About this work
*Salome* is an oil on canvas measuring 28 × 23 inches, and it is immediately, unmistakably ablaze.
The palette belongs to what scholars call Icart's "red" period — rich, fiery blends of reds, yellows, and gold tonalities that pulse with heat and drama. The subject, Salome — the biblical temptress whose dance demanded the head of John the Baptist — is rendered with a theatricality that Icart understood instinctively, having grown up immersed in the plays of Victor Hugo. The composition commands attention before the viewer has even registered its details: the warm chromatic intensity radiates outward, and the figure at its center, caught in a moment of charged stillness, holds the eye with the authority of a performer who knows exactly what she is doing.
Painted around 1920 and deeply influenced by the Impressionist masters Claude Monet, Edgar Degas, and Pierre-Auguste Renoir in its paint handling, *Salome* is further distinguished by the identity of its model: Icart's wife, Fanny Volmers, posed for the figure.
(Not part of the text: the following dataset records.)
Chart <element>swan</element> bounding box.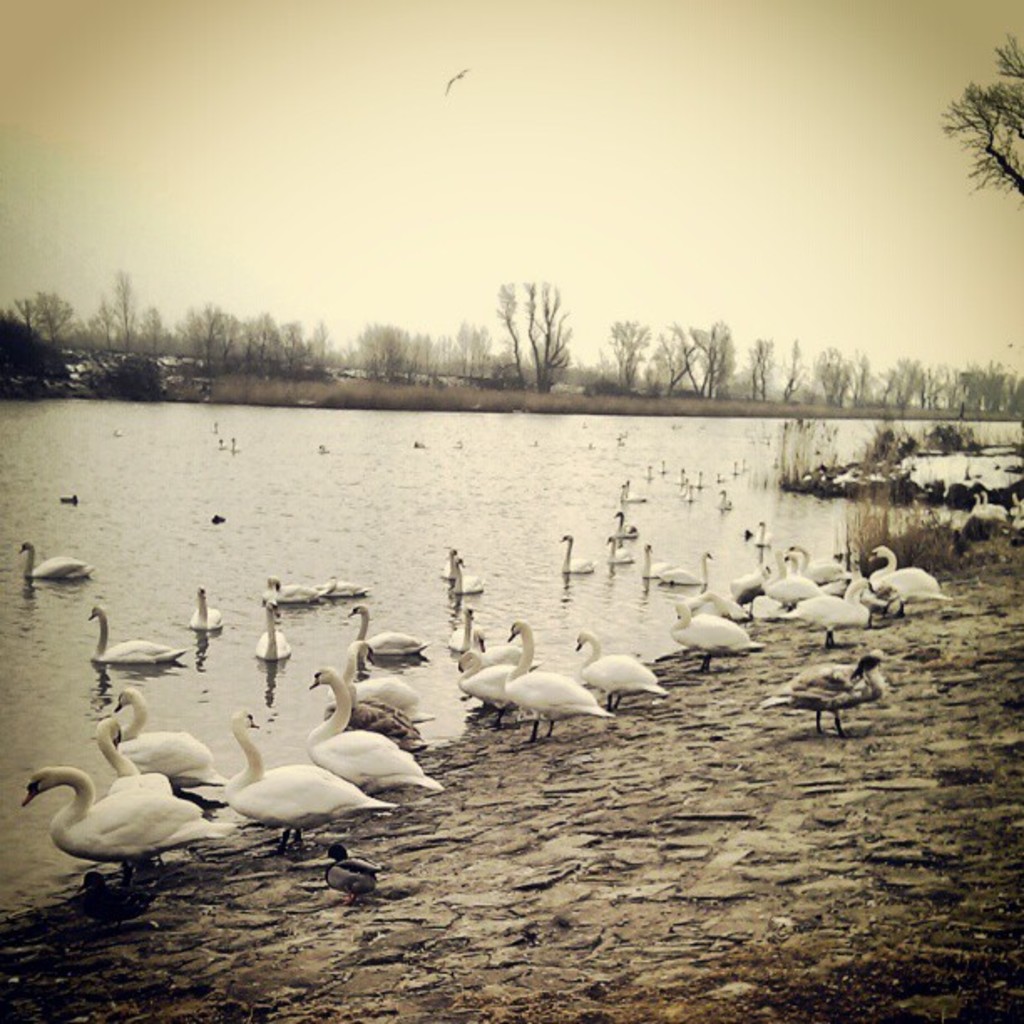
Charted: (left=300, top=668, right=438, bottom=798).
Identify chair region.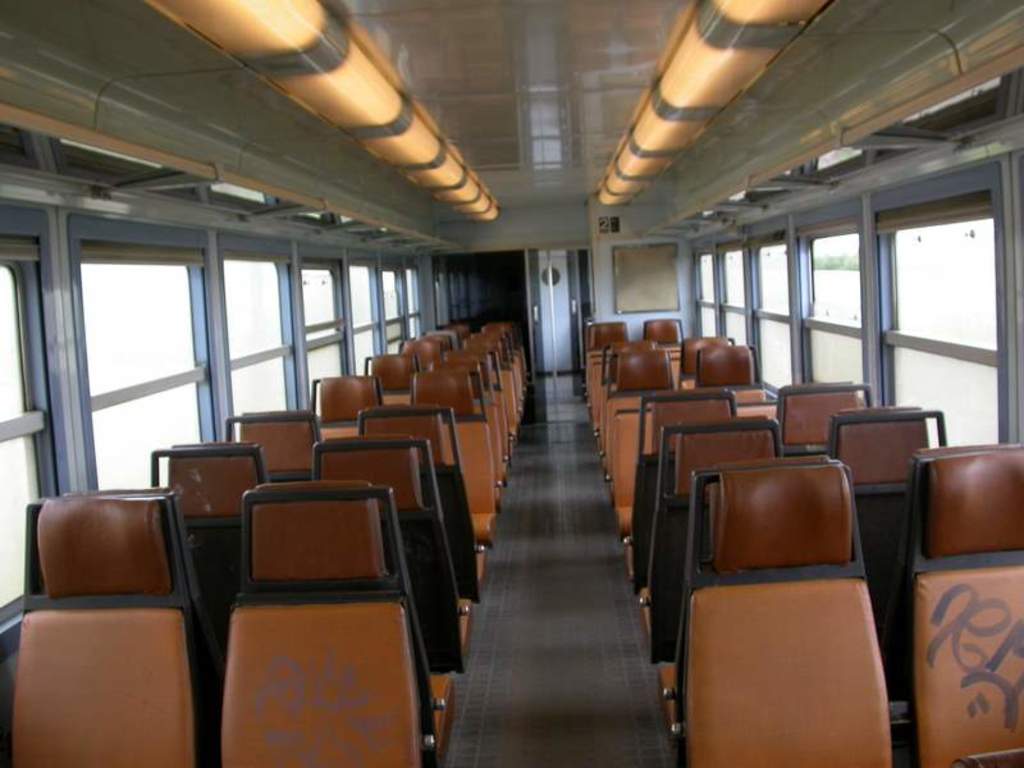
Region: 603 343 669 419.
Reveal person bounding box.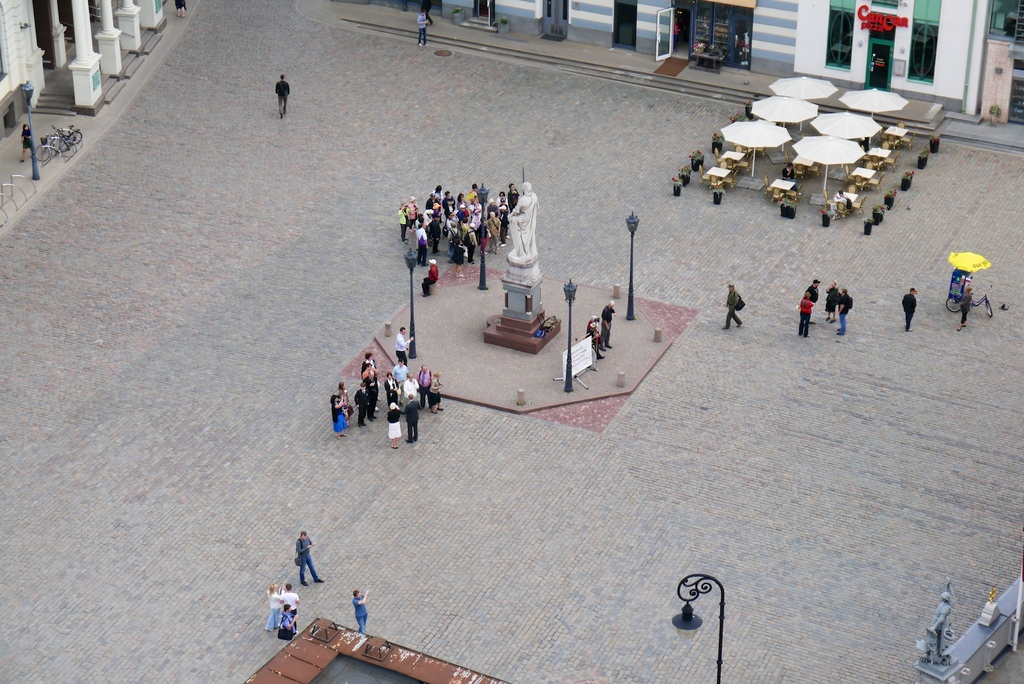
Revealed: bbox(420, 0, 435, 28).
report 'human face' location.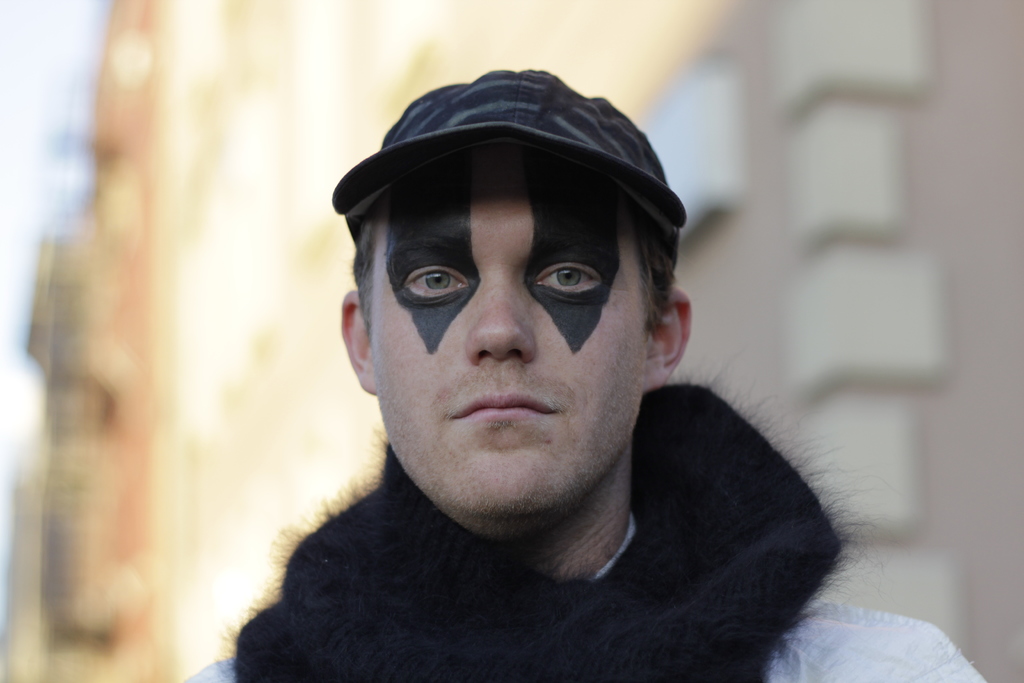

In 1920, Icart had just exhibited at the Paris Simonson Gallery — a moment of ambition and creative consolidation as he was transitioning from the patriotic wartime sketches of a fighter pilot back into the sensuous, color-drunk world of his painting. Many of his early atmospheric paintings are in shades of brown, gold, and red, with his pictures becoming brighter as his career progressed — making *Salome* a defining document of this earlier, more smoldering register. The work was housed in Charles Martignette's private collection for over two decades , underscoring its significance among serious collectors of Icart's painted — as opposed to printed — output.
This is a painting for a room that can hold it: a deep-toned study, a dining room with dark walls, a living space lit by warm evening light that picks up the golds in the canvas and makes them answer back. Icart's female figures in seductive poses — often in the guise of the courtesan or temptress — were widely published in the 1920s and '30s , but *Salome* in oil is something rarer and more personal than his printed work — closer to obsession than decoration. It suits a collector drawn to the mythological femme fatale, to the intersection of biblical narrative and Art Deco sensibility, or simply to paint that feels alive with urgency. The mood is one of dangerous glamour, held at the exact moment before something irreversible occurs.